After the fact, of course, each is sure to spend the money on buying her house back, putting her kids in an elite prep school, and buying her suddenly-appeared husband a motorcycle. How these three aren't caught before their plan is even past the initial planning stage is fishy, and the fact that they manage to continue it for six months while exercising incredibly poor judgment about spending lots of money on a menial budget is downright unbelievable.
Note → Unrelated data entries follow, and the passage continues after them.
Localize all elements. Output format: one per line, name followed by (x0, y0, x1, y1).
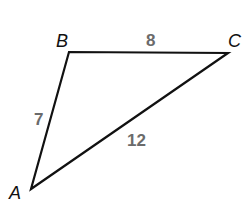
side-label-ab: 7 (34, 110, 43, 129)
vertex-label-b: B (56, 31, 68, 51)
side-label-ac: 12 (127, 131, 146, 150)
vertex-label-a: A (8, 183, 21, 201)
triangle-abc (31, 52, 228, 189)
side-label-bc: 8 (146, 31, 155, 50)
vertex-label-c: C (228, 31, 242, 51)
triangle-diagram: B C A 8 7 12 (0, 0, 249, 201)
After all this reckless spending, Nina tells them they can't spend the money or they'll be caught, which is advice she should have applied before putting her sons in an elite prep school, but it lets screenwriter Glen Gers show how Bridget's greed contrasts Nina's common sense while completely ignoring everything he's written before it. Plus, it's supposed to be a comedy, but it's one that mopes its way through the planning and the execution of the robbery. There's a kick of energy once they have the money, and Don discovers it almost immediately.
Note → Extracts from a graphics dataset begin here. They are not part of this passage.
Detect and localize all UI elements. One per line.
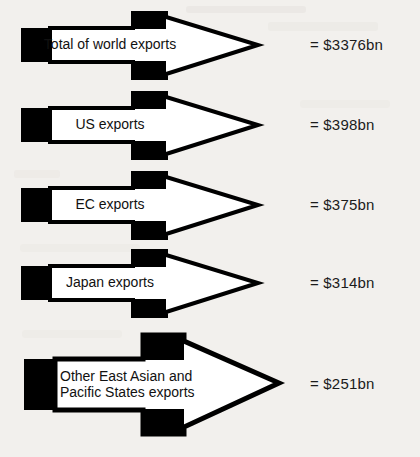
arrow-row-other-east-asian-pacific-exports: Other East Asian and Pacific States expo… <box>0 330 420 450</box>
arrow-value-other-east-asian-pacific-exports: = $251bn <box>310 375 375 392</box>
diagram-canvas: Total of world exports = $3376bn US expo… <box>0 0 420 457</box>
arrow-label-total-world-exports: Total of world exports <box>55 28 165 62</box>
arrow-label-line: Pacific States exports <box>60 385 195 401</box>
arrow-tail-block <box>21 108 52 142</box>
arrow-row-us-exports: US exports = $398bn <box>0 88 420 168</box>
arrow-label-other-east-asian-pacific-exports: Other East Asian and Pacific States expo… <box>60 359 184 410</box>
arrow-row-total-world-exports: Total of world exports = $3376bn <box>0 8 420 88</box>
arrow-row-ec-exports: EC exports = $375bn <box>0 168 420 248</box>
arrow-value-us-exports: = $398bn <box>310 116 375 133</box>
arrow-fletch-top <box>133 251 166 267</box>
arrow-fletch-bottom <box>133 221 166 238</box>
arrow-fletch-top <box>133 13 166 29</box>
arrow-fletch-bottom <box>133 141 166 158</box>
arrow-fletch-top <box>133 93 166 109</box>
arrow-value-ec-exports: = $375bn <box>310 196 375 213</box>
arrow-label-line: Japan exports <box>66 275 154 291</box>
arrow-row-japan-exports: Japan exports = $314bn <box>0 246 420 326</box>
arrow-fletch-bottom <box>133 61 166 78</box>
arrow-fletch-bottom <box>133 299 166 316</box>
arrow-label-line: Total of world exports <box>44 37 176 53</box>
arrow-fletch-bottom <box>143 409 184 434</box>
arrow-value-japan-exports: = $314bn <box>310 274 375 291</box>
arrow-label-line: Other East Asian and <box>60 369 192 385</box>
arrow-label-line: US exports <box>75 117 144 133</box>
arrow-tail-block <box>24 359 57 410</box>
arrow-label-us-exports: US exports <box>55 108 165 142</box>
arrow-label-line: EC exports <box>75 197 144 213</box>
arrow-label-japan-exports: Japan exports <box>55 266 165 300</box>
arrow-label-ec-exports: EC exports <box>55 188 165 222</box>
arrow-tail-block <box>21 266 52 300</box>
arrow-value-total-world-exports: = $3376bn <box>310 36 383 53</box>
arrow-tail-block <box>21 188 52 222</box>
arrow-fletch-top <box>143 335 184 360</box>
arrow-fletch-top <box>133 173 166 189</box>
There are some amusing scenes with them recklessly using the money, but then it goes straight back to the continuing heist, complete with a security guard (Roger Cross) who finds out but likes Nina too much to rat, an egotistical head of security (a wasted Stephen Root) who sees everything but what's happening under his nose, and people watching the ladies' every move. The characters have basic traits that should keep us from wanting them to go to prison (except for Bridget, who's just a spoiled WASP), and Gers solves the whole thing by having a lawyer walk into a room, again forgetting what he wrote before that (primarily, that all the characters have already spilled the beans in detail to the cops).
Gers' script is pretty lazy, especially under the microscope of Callie Khouri lackadaisical direction, which is emphasized even more by the fine-enough performances from the three leads. The ending of Mad Money goes back and forth about letting them get away and getting caught until it almost goes beyond not caring either way to only caring when the whole thing will end.